Musings From The Oil Patch March 8th 2016
Thanks to a subscriber for this edition of Allen Brooks’ ever thoughtful report for PPHB which may be of interest. Here is a section:
To demonstrate how dramatically the outlook for petroleum demand growth has changed, we compared common year demand estimates from the 2004 and 2015 AEO forecasts and found the following data points: 2015 – 43.94 vs. 32.76 QBtus; 2020 – 46.97 vs. 33.16 QBtus; and for 2025 – 50.42 vs. 32.64 QBtus. These represent forecast differences between the 2004 and 2015 AEO forecasts of -25.4%, -29.4% and -35.3%, respectively.
It is our belief that this dramatically altered long-term outlook for petroleum is at the heart of the Saudi Arabian oil strategy. High oil prices have hurt demand growth prospects while at the same time encouraging the development of high-cost, long-lived petroleum resources. These high oil prices have provided an umbrella for expensive alternative energy sources and, given the global embrace of climate change and anti-fossil fuel policies and mandates, made petroleum’s long-term outlook even less rosy. In the U.S. where producers could sell everything they produced, few gave any thought to the shifting demand outlook globally and the role that domestic production growth would play in altering that outlook.
Recognizing that the outlook for petroleum demand is lower requires a mindset change for oil company CEOs; something we sense is just now beginning to sink in. While oil CEOs talk about lowered production growth forecasts as a result of low oil prices and the forced reductions in their capital spending plans, recognition that there are substantial low-cost oil reserves in the world held by countries desperate for income is beginning to resonate. Zero production growth in a declining demand business may not be the worst outcome for oil companies. Without production volume growth, maximizing profitability becomes even more important. Determining how to organize and manage a company in this new black-swan-world of shrinking oil demand will be the real challenge.
Here is a link to the full report.
I have not previously seen historic figures for how expectations of demand growth have inflated over the last decade. We know that China’s booming steel industry encouraged new mines to open and existing iron-ore miners to increase supply. The exact same thing happened in the energy market and the problem now is that those demand growth forecasts have to be recast in the light of China’s moderating growth rate and the increasingly efficient use of energy on a global basis.
This energy cycle is unlike any of that have gone before because new sources of supply that are independent of extraction are now emerging. Our economy is based on growth and that growth requires energy. However energy does not have to be oil-based and that is clearly different from any boom to bust cycle in living memory.
We can conservatively estimate that prices need to be between $50 and $60 to encourage new supply back into the market and the prices are uneconomic for all but the most established producers in the mid $25 area. Brent crude rallied for eight of the last ten sessions and has unwound the majority of the oversold condition relative to the trend mean. The first reaction following the rebound from the January low was approximately $6.50. Today’s high was around $41.50 so a decline to $35 would represent an orderly pullback and the rebound could still be considered intact. A sustained move above the MA will be required to break the medium-term downtrend and to indicate a return to demand dominance beyond short covering.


(YOUR GOAL): Would you return the entries below exactly from the line containing "Chart human hand bounding box." onward, ending with the final line and including it, and nothing else?

(DATASET EXCERPTS):
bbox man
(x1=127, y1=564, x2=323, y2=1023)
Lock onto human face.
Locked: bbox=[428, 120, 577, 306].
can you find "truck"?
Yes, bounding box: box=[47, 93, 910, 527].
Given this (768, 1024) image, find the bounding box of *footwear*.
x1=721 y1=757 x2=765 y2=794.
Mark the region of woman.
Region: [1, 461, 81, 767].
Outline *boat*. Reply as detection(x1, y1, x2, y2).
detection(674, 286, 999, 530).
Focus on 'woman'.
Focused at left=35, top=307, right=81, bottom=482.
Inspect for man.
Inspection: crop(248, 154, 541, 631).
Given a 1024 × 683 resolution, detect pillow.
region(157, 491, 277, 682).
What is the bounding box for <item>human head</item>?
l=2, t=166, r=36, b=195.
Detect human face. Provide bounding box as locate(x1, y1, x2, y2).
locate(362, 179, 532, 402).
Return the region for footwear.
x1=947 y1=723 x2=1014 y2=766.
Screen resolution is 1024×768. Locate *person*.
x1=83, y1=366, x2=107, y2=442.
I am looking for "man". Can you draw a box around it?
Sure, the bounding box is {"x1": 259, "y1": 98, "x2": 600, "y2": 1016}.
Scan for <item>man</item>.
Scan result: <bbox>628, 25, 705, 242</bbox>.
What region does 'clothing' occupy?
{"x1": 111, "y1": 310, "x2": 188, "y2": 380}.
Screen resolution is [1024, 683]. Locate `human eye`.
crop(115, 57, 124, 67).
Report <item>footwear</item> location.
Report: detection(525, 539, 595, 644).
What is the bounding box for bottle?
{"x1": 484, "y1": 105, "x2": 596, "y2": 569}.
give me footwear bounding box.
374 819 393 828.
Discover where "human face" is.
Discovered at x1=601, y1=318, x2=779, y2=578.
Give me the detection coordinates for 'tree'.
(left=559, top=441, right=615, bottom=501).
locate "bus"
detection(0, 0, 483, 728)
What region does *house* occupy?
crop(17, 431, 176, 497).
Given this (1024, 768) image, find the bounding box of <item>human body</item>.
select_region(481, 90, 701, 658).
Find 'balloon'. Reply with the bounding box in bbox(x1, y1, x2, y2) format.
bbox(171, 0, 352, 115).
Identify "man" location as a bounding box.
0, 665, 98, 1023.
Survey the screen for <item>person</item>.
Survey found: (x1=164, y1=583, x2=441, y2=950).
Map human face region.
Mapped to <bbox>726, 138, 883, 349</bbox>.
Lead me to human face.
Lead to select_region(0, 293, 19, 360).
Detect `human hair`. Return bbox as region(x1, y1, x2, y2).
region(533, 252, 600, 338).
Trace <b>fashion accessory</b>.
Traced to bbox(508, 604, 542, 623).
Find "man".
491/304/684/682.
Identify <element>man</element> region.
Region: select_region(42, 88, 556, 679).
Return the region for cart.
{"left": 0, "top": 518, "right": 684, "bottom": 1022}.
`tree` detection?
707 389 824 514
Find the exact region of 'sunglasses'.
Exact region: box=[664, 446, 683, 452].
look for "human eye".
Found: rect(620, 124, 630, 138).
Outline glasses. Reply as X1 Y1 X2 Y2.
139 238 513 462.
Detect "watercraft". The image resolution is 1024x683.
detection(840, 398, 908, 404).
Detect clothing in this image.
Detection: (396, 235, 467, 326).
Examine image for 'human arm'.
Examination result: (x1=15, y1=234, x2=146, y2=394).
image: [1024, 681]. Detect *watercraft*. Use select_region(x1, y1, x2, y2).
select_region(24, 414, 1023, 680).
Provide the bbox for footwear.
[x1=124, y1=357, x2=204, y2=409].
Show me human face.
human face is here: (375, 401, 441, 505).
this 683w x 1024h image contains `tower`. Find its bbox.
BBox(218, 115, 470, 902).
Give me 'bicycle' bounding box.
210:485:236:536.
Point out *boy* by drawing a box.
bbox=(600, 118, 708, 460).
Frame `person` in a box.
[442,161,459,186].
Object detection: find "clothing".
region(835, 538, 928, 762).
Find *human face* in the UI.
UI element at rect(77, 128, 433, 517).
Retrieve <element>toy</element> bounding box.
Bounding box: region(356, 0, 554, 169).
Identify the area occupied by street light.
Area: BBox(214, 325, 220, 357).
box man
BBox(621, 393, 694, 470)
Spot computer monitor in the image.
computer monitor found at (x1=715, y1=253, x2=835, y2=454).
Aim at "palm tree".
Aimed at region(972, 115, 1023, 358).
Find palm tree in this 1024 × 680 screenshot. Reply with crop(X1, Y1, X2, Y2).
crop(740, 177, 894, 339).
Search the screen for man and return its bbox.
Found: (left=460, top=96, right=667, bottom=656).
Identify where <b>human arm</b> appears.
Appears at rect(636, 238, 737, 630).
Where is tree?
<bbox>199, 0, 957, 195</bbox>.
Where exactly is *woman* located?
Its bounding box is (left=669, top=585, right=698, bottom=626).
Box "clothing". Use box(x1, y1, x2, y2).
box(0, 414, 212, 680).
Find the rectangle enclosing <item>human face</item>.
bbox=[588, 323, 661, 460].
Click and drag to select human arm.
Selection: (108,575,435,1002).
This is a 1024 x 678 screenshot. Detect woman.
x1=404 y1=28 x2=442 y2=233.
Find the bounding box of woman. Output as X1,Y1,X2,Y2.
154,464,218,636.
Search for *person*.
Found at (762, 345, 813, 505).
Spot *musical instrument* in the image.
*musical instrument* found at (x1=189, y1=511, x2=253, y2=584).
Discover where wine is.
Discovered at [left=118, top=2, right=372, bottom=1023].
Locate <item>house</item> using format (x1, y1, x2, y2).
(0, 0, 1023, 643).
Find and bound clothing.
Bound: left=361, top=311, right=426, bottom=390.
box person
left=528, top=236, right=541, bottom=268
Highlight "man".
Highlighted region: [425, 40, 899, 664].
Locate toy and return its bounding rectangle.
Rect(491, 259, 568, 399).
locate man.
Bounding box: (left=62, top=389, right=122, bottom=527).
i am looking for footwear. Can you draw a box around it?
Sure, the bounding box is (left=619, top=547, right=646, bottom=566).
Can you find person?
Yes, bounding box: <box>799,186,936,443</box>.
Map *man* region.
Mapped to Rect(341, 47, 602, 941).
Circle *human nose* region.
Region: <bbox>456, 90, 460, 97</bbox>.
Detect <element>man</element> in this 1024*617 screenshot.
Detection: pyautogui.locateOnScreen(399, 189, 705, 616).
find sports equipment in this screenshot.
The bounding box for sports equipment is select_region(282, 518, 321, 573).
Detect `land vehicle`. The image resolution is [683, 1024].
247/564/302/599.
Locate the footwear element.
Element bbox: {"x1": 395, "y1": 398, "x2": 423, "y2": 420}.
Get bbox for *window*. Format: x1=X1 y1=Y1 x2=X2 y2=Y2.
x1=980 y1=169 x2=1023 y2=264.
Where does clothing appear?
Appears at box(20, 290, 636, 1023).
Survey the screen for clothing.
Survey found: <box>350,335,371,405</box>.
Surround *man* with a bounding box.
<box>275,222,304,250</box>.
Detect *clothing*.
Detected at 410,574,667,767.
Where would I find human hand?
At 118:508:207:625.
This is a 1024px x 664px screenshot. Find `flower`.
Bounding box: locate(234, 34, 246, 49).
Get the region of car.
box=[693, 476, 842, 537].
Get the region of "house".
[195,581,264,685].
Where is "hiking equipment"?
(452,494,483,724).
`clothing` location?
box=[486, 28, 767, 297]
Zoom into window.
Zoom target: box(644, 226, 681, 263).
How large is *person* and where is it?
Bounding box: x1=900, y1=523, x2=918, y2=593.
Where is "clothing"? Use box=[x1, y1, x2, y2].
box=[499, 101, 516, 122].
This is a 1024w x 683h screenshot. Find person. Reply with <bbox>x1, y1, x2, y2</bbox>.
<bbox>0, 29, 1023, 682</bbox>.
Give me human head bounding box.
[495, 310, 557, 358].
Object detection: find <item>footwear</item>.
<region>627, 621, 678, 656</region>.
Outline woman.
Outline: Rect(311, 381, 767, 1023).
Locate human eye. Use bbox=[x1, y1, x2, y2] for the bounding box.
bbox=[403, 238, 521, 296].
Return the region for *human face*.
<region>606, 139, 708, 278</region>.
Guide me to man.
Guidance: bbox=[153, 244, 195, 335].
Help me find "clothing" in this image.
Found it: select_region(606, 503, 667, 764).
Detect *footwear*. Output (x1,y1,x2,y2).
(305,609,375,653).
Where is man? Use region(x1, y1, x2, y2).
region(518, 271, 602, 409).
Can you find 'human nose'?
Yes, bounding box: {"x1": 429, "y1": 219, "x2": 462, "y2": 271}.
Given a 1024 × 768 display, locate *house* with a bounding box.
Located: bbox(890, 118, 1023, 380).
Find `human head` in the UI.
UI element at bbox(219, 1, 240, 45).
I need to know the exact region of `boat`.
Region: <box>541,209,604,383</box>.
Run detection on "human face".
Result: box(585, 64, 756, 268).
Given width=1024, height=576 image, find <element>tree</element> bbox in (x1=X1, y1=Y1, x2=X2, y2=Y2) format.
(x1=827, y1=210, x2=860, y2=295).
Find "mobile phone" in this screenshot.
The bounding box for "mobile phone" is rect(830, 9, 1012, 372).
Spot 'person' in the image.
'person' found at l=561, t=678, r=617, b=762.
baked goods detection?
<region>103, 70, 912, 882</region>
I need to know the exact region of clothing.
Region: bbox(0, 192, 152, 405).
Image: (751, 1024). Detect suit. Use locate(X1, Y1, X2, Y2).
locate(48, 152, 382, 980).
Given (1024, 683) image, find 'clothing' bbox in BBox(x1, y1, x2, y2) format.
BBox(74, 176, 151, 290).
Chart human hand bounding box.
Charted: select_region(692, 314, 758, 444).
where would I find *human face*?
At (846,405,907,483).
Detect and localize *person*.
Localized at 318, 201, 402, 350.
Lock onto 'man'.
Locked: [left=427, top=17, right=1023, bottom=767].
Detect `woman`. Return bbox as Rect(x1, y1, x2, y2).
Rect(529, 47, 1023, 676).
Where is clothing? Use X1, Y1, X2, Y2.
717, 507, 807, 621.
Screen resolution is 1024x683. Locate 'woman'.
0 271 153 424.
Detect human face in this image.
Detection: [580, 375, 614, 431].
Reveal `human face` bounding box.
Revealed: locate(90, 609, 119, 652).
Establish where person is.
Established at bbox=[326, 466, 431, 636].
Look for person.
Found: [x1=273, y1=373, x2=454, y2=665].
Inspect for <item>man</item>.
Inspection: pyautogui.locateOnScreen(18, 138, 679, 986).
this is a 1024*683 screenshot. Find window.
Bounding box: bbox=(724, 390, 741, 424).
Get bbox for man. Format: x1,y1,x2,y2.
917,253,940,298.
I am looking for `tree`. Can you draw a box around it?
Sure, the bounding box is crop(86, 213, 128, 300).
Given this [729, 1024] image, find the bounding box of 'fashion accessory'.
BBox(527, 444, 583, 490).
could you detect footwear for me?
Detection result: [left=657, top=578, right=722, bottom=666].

(WRITTEN RESPONSE):
Chart human hand bounding box.
Charted: select_region(692, 314, 758, 444).
where would I find *human face*?
At (846,405,907,483).
Detect and localize *person*.
Localized at 318, 201, 402, 350.
Lock onto 'man'.
Locked: [left=427, top=17, right=1023, bottom=767].
Detect `woman`. Return bbox as Rect(x1, y1, x2, y2).
Rect(529, 47, 1023, 676).
Where is clothing? Use X1, Y1, X2, Y2.
717, 507, 807, 621.
Screen resolution is 1024x683. Locate 'woman'.
0 271 153 424.
Detect human face in this image.
Detection: [580, 375, 614, 431].
Reveal `human face` bounding box.
Revealed: locate(90, 609, 119, 652).
Establish where person is.
Established at bbox=[326, 466, 431, 636].
Look for person.
Found: [x1=273, y1=373, x2=454, y2=665].
Inspect for <item>man</item>.
Inspection: pyautogui.locateOnScreen(18, 138, 679, 986).
this is a 1024*683 screenshot. Find window.
Bounding box: bbox=(724, 390, 741, 424).
Get bbox for man. Format: x1,y1,x2,y2.
917,253,940,298.
I am looking for `tree`. Can you draw a box around it?
Sure, the bounding box is crop(86, 213, 128, 300).
Given this [729, 1024] image, find the bounding box of 'fashion accessory'.
BBox(527, 444, 583, 490).
could you detect footwear for me?
Detection result: [left=657, top=578, right=722, bottom=666].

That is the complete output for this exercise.